'What's got into me? We've fucked up this time, that's what. OK?'

'We haven't fucked up, Vic; we have a result.'

'A lousy one-point-two million quid? Half a year of our lives for that?'

 'Neither of us could have foreseen what was going to happen the crash.'

 'We should have played it differently. You could have got Michael out, gone through with the wedding, and then we'd have had half his money, and his partner's.'

 'And that would have taken months, Vic - maybe years. They still have some planning issues on their big development. As it is, we got a quick result. And if you hadn't gambled away half our goddamn money, we wouldn't have even needed to be here at all in the first place, OK?' Sheepishly, he looked at his watch. 'We have to get going if we're going to make the flight.'

 'I'm ready.'

 'You don't have any idea how fucking painful this stuff is for me, Alex, do you? What we do? My sitting on the sidelines, knowing this year you're screwing Michael and Mark, before that you were screwing that jerk Richard in Cheshire, not to mention Joe Kerwin and Julian Warner.'

 'I can't believe I'm hearing this, Vic. I did what I did because that was my part of our bargain, OK?'

'No, not OK.'

'You've always had your sweet revenge on them in the end - so what's your problem? And this way, I get to spare you and me from a honeymoon with Michael.' He looked at his watch again, anxiously.

'We'll talk in the car -I have one more thing to do before we leave.' He lugged her suitcases out into the hall, then went back into the sitting room and moved the sofa right across the room. Then he knelt down and peeled back a corner of the carpet.

 'Vic,' she said. He looked up. 'What?' 'Can't we just leave him?'

 'Leave him?'

 'He's not going anywhere, is he? He's not going to get out - he can't even speak, you said.'

'I'm going to finish him off, put him out of his misery.'

 'Why not just leave him? No one's ever going to find him.'

'Take me ten seconds to crush his neck.'

'But why?' He glared at her. 'You are sweet on him, bitch, aren't you?'

Blushing she said, 'I am absolutely not sweet on him.'

 'You were never worried about me getting rid of any of the others. What's so special about Mikey boy?'

 'Nothing's special about him.' He let the carpet fall back in place, stood up, and rolled the sofa back to where it had been. Then he repositioned the coffee table. 'You've got a point, Alex, about him not getting out. Why show any mercy on the little bastard by putting him out of his misery? We'll just let him starve to death all on his own in the darkness. Happy with that?'

She nodded. 'Have you checked today's papers?'

'No, I've been cleaning the place out. Got all yesterday's - nothing to worry about. We'll check today's at the airport.' He grinned. 'Then after that, no worries, right?' Five minutes later the Mercedes was packed with Ashley's four suitcases and Vic's large holdall. He locked the front door and pocketed the keys. 'Do you think we should drop them back in to the agency?'

'We have five more months to run on the lease, woman! You want people going in there and sniffing around? Because I tell you one thing, it ain't going to smell too good in there in a week or two.'

She said nothing as she clipped on her seatbelt, watching the house out of the window for the last time. It was a strange house, perfect for their purposes because of its isolation - the nearest neighbour was a quarter of a mile away - and in fact doubly perfect in the light of events last Tuesday night. You could never in a million years call it a pretty or stylish house. Built on scrubby wasteland - which hadn't changed - in the 1930s, it looked like one truncated half of a pair of semi-detached houses, as if the other side of it had never been built. Originally there had been an integral garage, but some years back that had been converted into what was now the sitting room. He started the car. In an hour they would be at Gatwick Airport. Tomorrow, or later today - she always had a problem with the time zones - they would be back in Australia. Home. Specks of drizzle pattered onto the windscreen. Regardless, she slipped on her new Gucci sunglasses. Vic had cropped her hair - no time to go to a salon - then she had put on this morning a short, dark wig. If there was any search at all at the airport, they would be watching for Ashley Harper. There was just the smallest possibility they might be looking for Alexandra Huron. But as she looked at the passport in her handbag, which still had two years to run, she smiled. Certainly no one would be looking for Anne Hampson.

Vic put the gear lever into drive, then fumbled around. 'Where's the fucking brake?'

 'It's a handle; you pull it.'

 'Why the fuck do they have a handle? Why didn't you rent a normal car?'

'How much more normal than a Mercedes can you get?' 'One with a proper parking brake!' 'For Christ's sake!' He slid down his window and shouted out, 'Bye, fuckwit. Have a nice rest of your life!'

'Vic?'

'Yeah?'

He accelerated away fiercely down the potholed road, which the council seemed to have forgotten. 'What's the matter, missing your lover boy's dick already?'

'You know something? It's bigger than yours!' He lunged out at her, slapping her face, the car swerving onto the overgrown grass verge, then back onto the road, lurching through a pothole.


■ **Task statement**:
Count up the lines below in which the string "arrow" appears. The reply should be that number alone.

-- -- --

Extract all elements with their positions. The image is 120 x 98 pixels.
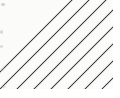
- stripe-halo: [47, 0, 113, 89]
- scan-smudge: [1, 3, 5, 6]
- diagonal-stripe-svg: [0, 0, 113, 89]
- stripe-line: [64, 0, 113, 89]
- scan-smudge: [0, 30, 3, 34]
- stripe-line: [0, 0, 99, 89]
- hatch-swatch-image: Thin dark diagonal lines rising to the r…: [0, 0, 120, 98]
- right-paper-margin: [113, 0, 120, 98]
- pattern-plate: [0, 0, 113, 89]
- stripe-group: [0, 0, 113, 89]
- scan-smudge: [0, 45, 3, 48]
- stripe-halo: [64, 0, 113, 89]
- scan-smudge: [1, 68, 4, 71]
- bottom-paper-margin: [0, 89, 120, 98]
- diagonal-stripe-layer: [0, 0, 113, 89]
- stripe-halo: [30, 0, 113, 89]
- scan-smudge: [2, 86, 6, 88]
- stripe-line: [30, 0, 113, 89]
- stripe-halo: [0, 0, 99, 89]
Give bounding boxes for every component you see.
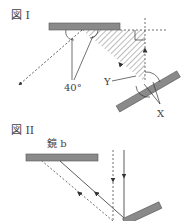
- dashed-arrow-diag: [79, 193, 84, 197]
- figure2: 鏡 b: [26, 137, 162, 221]
- pointer-y: [112, 76, 136, 81]
- solid-reflected-ray: [60, 161, 124, 218]
- mirror-top: [49, 23, 120, 30]
- ray-arrow-diag: [120, 64, 125, 70]
- label-x: X: [157, 108, 165, 119]
- figure2-title: 図 II: [11, 124, 34, 137]
- label-y: Y: [103, 76, 111, 87]
- mirror-lower: [123, 202, 162, 221]
- mirror-bottom-right: [116, 71, 180, 112]
- mirror-b-label: 鏡 b: [47, 137, 67, 149]
- angle-arc-lower-right: [145, 72, 160, 82]
- pointer-40-right: [74, 36, 93, 80]
- dashed-reflected-ray: [20, 30, 82, 84]
- mirror-b: [26, 154, 98, 161]
- figure1: 40° Y X: [20, 18, 180, 119]
- figure1-title: 図 I: [11, 9, 30, 22]
- angle-label-40: 40°: [64, 82, 82, 93]
- dashed-reflected-ray-2: [42, 161, 113, 221]
- diagram-canvas: 図 I 40° Y X 図 II: [0, 0, 187, 221]
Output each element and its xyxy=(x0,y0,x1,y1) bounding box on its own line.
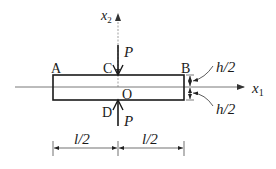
half-height-top-label: h/2 xyxy=(216,59,236,75)
point-b-label: B xyxy=(181,61,190,76)
leader-top xyxy=(193,66,213,81)
bottom-load-label: P xyxy=(123,113,133,129)
beam-rectangle xyxy=(53,75,184,100)
point-a-label: A xyxy=(51,61,62,76)
point-c-label: C xyxy=(103,61,112,76)
half-length-right-label: l/2 xyxy=(142,131,158,147)
half-height-bottom-label: h/2 xyxy=(216,101,236,117)
leader-bottom xyxy=(193,93,213,106)
point-d-label: D xyxy=(102,105,112,120)
x1-axis-label: x1 xyxy=(251,80,264,98)
top-load-label: P xyxy=(123,44,133,60)
point-o-label: O xyxy=(122,87,132,102)
half-length-left-label: l/2 xyxy=(74,131,90,147)
beam-diagram: x1 x2 A C B O D P P h/2 h/2 l/2 l/2 xyxy=(0,0,276,169)
x2-axis-label: x2 xyxy=(100,8,112,25)
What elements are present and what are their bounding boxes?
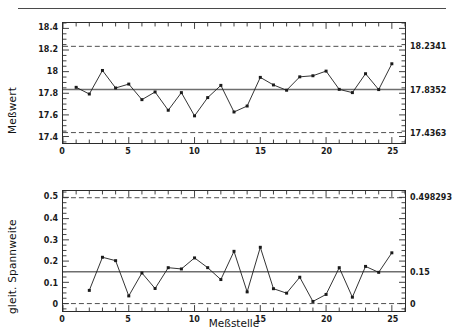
chart0-x-ticklabel: 10 [189, 147, 200, 156]
chart1-limit-label: 0.498293 [410, 192, 452, 201]
chart1-limit-label: 0.15 [410, 268, 430, 277]
chart1-x-ticklabel: 20 [321, 315, 332, 324]
chart1-y-ticklabel: 0.3 [44, 235, 58, 244]
moving-range-chart: gleit. Spannweite 00.10.20.30.40.5 0.498… [0, 186, 460, 335]
chart1-svg [63, 191, 405, 311]
chart0-y-ticklabel: 17.6 [38, 111, 58, 120]
chart1-limit-label: 0 [410, 300, 416, 309]
chart0-limit-label: 17.8352 [410, 85, 446, 94]
chart0-y-ticklabel: 18.2 [38, 45, 58, 54]
chart0-x-ticklabel: 25 [387, 147, 398, 156]
chart1-y-ticklabel: 0 [52, 300, 58, 309]
chart0-y-ticklabel: 17.8 [38, 89, 58, 98]
chart1-y-ticklabel: 0.1 [44, 278, 58, 287]
individuals-chart: Meßwert 17.417.617.81818.218.4 18.234117… [0, 18, 460, 166]
chart0-x-axis-ticklabels: 0510152025 [62, 147, 406, 161]
chart1-plot-area [62, 190, 406, 312]
chart0-y-ticklabel: 17.4 [38, 133, 58, 142]
chart1-y-ticklabel: 0.5 [44, 192, 58, 201]
chart0-plot-area [62, 22, 406, 144]
chart1-y-ticklabel: 0.4 [44, 214, 58, 223]
chart1-x-ticklabel: 10 [189, 315, 200, 324]
chart1-y-axis-title: gleit. Spannweite [6, 219, 18, 314]
chart0-x-ticklabel: 15 [255, 147, 266, 156]
chart0-y-axis-right-ticklabels: 18.234117.835217.4363 [410, 18, 460, 166]
chart0-x-ticklabel: 20 [321, 147, 332, 156]
chart0-y-axis-title: Meßwert [6, 87, 18, 134]
chart0-y-axis-left-ticklabels: 17.417.617.81818.218.4 [20, 18, 58, 166]
chart0-y-ticklabel: 18.4 [38, 23, 58, 32]
chart1-y-axis-left-ticklabels: 00.10.20.30.40.5 [20, 186, 58, 335]
chart1-y-ticklabel: 0.2 [44, 257, 58, 266]
chart0-x-ticklabel: 0 [59, 147, 65, 156]
chart1-x-ticklabel: 5 [125, 315, 131, 324]
x-axis-title: Meßstelle [209, 317, 259, 329]
chart1-x-ticklabel: 0 [59, 315, 65, 324]
chart1-x-ticklabel: 25 [387, 315, 398, 324]
header-rule [18, 8, 446, 9]
chart0-limit-label: 18.2341 [410, 41, 446, 50]
chart0-x-ticklabel: 5 [125, 147, 131, 156]
chart0-svg [63, 23, 405, 143]
chart0-limit-label: 17.4363 [410, 129, 446, 138]
chart1-y-axis-right-ticklabels: 0.4982930.150 [410, 186, 460, 335]
chart0-y-ticklabel: 18 [47, 67, 58, 76]
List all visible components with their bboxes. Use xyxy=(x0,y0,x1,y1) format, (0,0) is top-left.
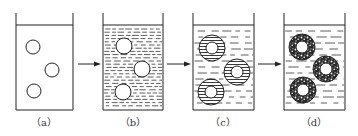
panel-label-d: （d） xyxy=(294,114,334,129)
speckled-ring xyxy=(313,56,339,82)
panel-label-c: （c） xyxy=(203,114,243,129)
particle xyxy=(115,84,131,100)
beaker-d xyxy=(284,13,352,110)
arrow-right-icon xyxy=(258,62,282,67)
speckled-ring xyxy=(290,77,316,103)
particle xyxy=(134,61,150,77)
particle xyxy=(116,38,132,54)
panel-label-b: （b） xyxy=(113,114,153,129)
particle xyxy=(27,84,41,98)
beaker-b xyxy=(103,13,168,110)
beaker-a xyxy=(16,13,73,110)
arrow-right-icon xyxy=(167,62,191,67)
arrow-right-icon xyxy=(78,62,101,67)
striped-ring xyxy=(199,35,225,61)
speckled-ring xyxy=(289,34,315,60)
particle xyxy=(45,63,59,77)
striped-ring xyxy=(224,59,250,85)
striped-ring xyxy=(198,79,224,105)
particle xyxy=(26,40,40,54)
panel-label-a: （a） xyxy=(24,114,64,129)
beaker-c xyxy=(193,13,260,110)
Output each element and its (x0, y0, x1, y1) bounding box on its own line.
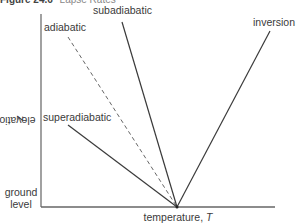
y-axis-text: elevation, (0, 115, 35, 127)
ground-label-line2: level (2, 198, 40, 210)
inversion-line (177, 31, 270, 207)
ground-label-line1: ground (2, 186, 40, 198)
label-subadiabatic: subadiabatic (93, 5, 152, 16)
origin-point (176, 206, 179, 209)
label-superadiabatic: superadiabatic (43, 112, 111, 123)
ground-level-label: ground level (2, 186, 40, 210)
superadiabatic-line (68, 125, 177, 207)
x-axis-var: T (206, 211, 212, 223)
label-adiabatic: adiabatic (44, 22, 86, 33)
subadiabatic-line (122, 22, 177, 207)
x-axis-label: temperature, T (144, 211, 213, 223)
label-inversion: inversion (253, 17, 295, 28)
x-axis-text: temperature, (144, 211, 206, 223)
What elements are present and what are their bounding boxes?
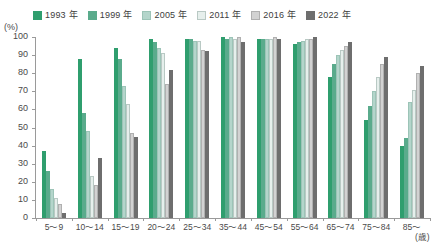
- y-axis-tick: 20: [32, 182, 35, 183]
- x-axis-tick: [108, 218, 109, 221]
- bar-group: [36, 37, 72, 218]
- x-axis-category-label: 20〜24: [143, 222, 179, 233]
- y-axis-tick-label: 20: [18, 176, 28, 187]
- y-axis-tick-label: 0: [23, 212, 28, 223]
- bar-group: [358, 37, 394, 218]
- legend-item[interactable]: 1999 年: [88, 11, 133, 20]
- legend-swatch-icon: [251, 11, 260, 20]
- x-axis-tick: [215, 218, 216, 221]
- x-axis-tick: [287, 218, 288, 221]
- y-axis-tick: 0: [32, 218, 35, 219]
- legend-swatch-icon: [306, 11, 315, 20]
- x-axis-category-label: 25〜34: [179, 222, 215, 233]
- bar[interactable]: [313, 37, 317, 218]
- bar[interactable]: [205, 51, 209, 218]
- bar-group: [72, 37, 108, 218]
- x-axis-category-label: 45〜54: [251, 222, 287, 233]
- x-axis-category-label: 10〜14: [72, 222, 108, 233]
- bar[interactable]: [98, 158, 102, 218]
- x-axis-tick: [323, 218, 324, 221]
- y-axis-tick-label: 80: [18, 67, 28, 78]
- x-axis-category-label: 5〜9: [36, 222, 72, 233]
- bar-group: [251, 37, 287, 218]
- legend-item-label: 2011 年: [209, 11, 241, 20]
- bar-chart: 1993 年1999 年2005 年2011 年2016 年2022 年 (%)…: [0, 0, 444, 250]
- plot-area: 0102030405060708090100: [35, 37, 430, 219]
- legend-swatch-icon: [142, 11, 151, 20]
- legend-item[interactable]: 2016 年: [251, 11, 296, 20]
- y-axis-tick-label: 70: [18, 85, 28, 96]
- bar[interactable]: [348, 42, 352, 218]
- x-axis-tick: [251, 218, 252, 221]
- y-axis-tick: 80: [32, 73, 35, 74]
- y-axis-tick: 60: [32, 109, 35, 110]
- bar-group: [215, 37, 251, 218]
- x-axis-category-label: 85〜: [394, 222, 430, 233]
- bar-group: [143, 37, 179, 218]
- legend-item-label: 1993 年: [45, 11, 78, 20]
- y-axis-tick-label: 60: [18, 103, 28, 114]
- bar-group: [179, 37, 215, 218]
- y-axis-tick-label: 10: [18, 194, 28, 205]
- bar[interactable]: [241, 42, 245, 218]
- bar[interactable]: [384, 57, 388, 218]
- y-axis-tick: 50: [32, 128, 35, 129]
- x-axis-tick: [394, 218, 395, 221]
- bar[interactable]: [169, 70, 173, 218]
- x-axis-tick: [430, 218, 431, 221]
- bar-group: [287, 37, 323, 218]
- legend-item[interactable]: 2005 年: [142, 11, 187, 20]
- x-axis-tick: [358, 218, 359, 221]
- x-axis-category-label: 55〜64: [287, 222, 323, 233]
- y-axis-tick: 40: [32, 146, 35, 147]
- x-axis-tick: [179, 218, 180, 221]
- y-axis-tick: 10: [32, 200, 35, 201]
- bar-groups: [36, 37, 430, 218]
- x-axis-tick: [143, 218, 144, 221]
- x-axis-category-label: 35〜44: [215, 222, 251, 233]
- y-axis-tick-label: 40: [18, 140, 28, 151]
- legend-item[interactable]: 2011 年: [197, 11, 241, 20]
- y-axis-tick-label: 100: [13, 31, 28, 42]
- legend-item-label: 2016 年: [263, 11, 296, 20]
- bar-group: [323, 37, 359, 218]
- x-axis-tick: [72, 218, 73, 221]
- chart-legend: 1993 年1999 年2005 年2011 年2016 年2022 年: [33, 8, 433, 22]
- x-axis-category-labels: 5〜910〜1415〜1920〜2425〜3435〜4445〜5455〜6465…: [36, 222, 430, 236]
- y-axis-tick-label: 90: [18, 49, 28, 60]
- x-axis-line: [35, 218, 430, 219]
- legend-swatch-icon: [33, 11, 42, 20]
- bar[interactable]: [277, 39, 281, 218]
- bar-group: [108, 37, 144, 218]
- x-axis-category-label: 65〜74: [323, 222, 359, 233]
- x-axis-category-label: 75〜84: [358, 222, 394, 233]
- y-axis-tick-label: 30: [18, 158, 28, 169]
- legend-item-label: 1999 年: [100, 11, 133, 20]
- x-axis-category-label: 15〜19: [108, 222, 144, 233]
- y-axis-tick: 100: [32, 37, 35, 38]
- legend-item-label: 2022 年: [318, 11, 351, 20]
- y-axis-tick: 30: [32, 164, 35, 165]
- legend-swatch-icon: [197, 11, 206, 20]
- legend-item[interactable]: 2022 年: [306, 11, 351, 20]
- y-axis-tick-label: 50: [18, 122, 28, 133]
- y-axis-tick: 70: [32, 91, 35, 92]
- bar[interactable]: [420, 66, 424, 218]
- bar[interactable]: [62, 213, 66, 218]
- legend-swatch-icon: [88, 11, 97, 20]
- y-axis-tick: 90: [32, 55, 35, 56]
- x-axis-tick: [36, 218, 37, 221]
- legend-item-label: 2005 年: [154, 11, 187, 20]
- bar-group: [394, 37, 430, 218]
- legend-item[interactable]: 1993 年: [33, 11, 78, 20]
- bar[interactable]: [134, 137, 138, 218]
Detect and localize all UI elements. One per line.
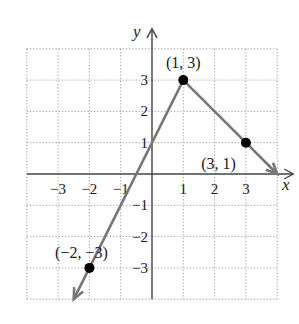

-- -- --

■ **Answer to this task**:
5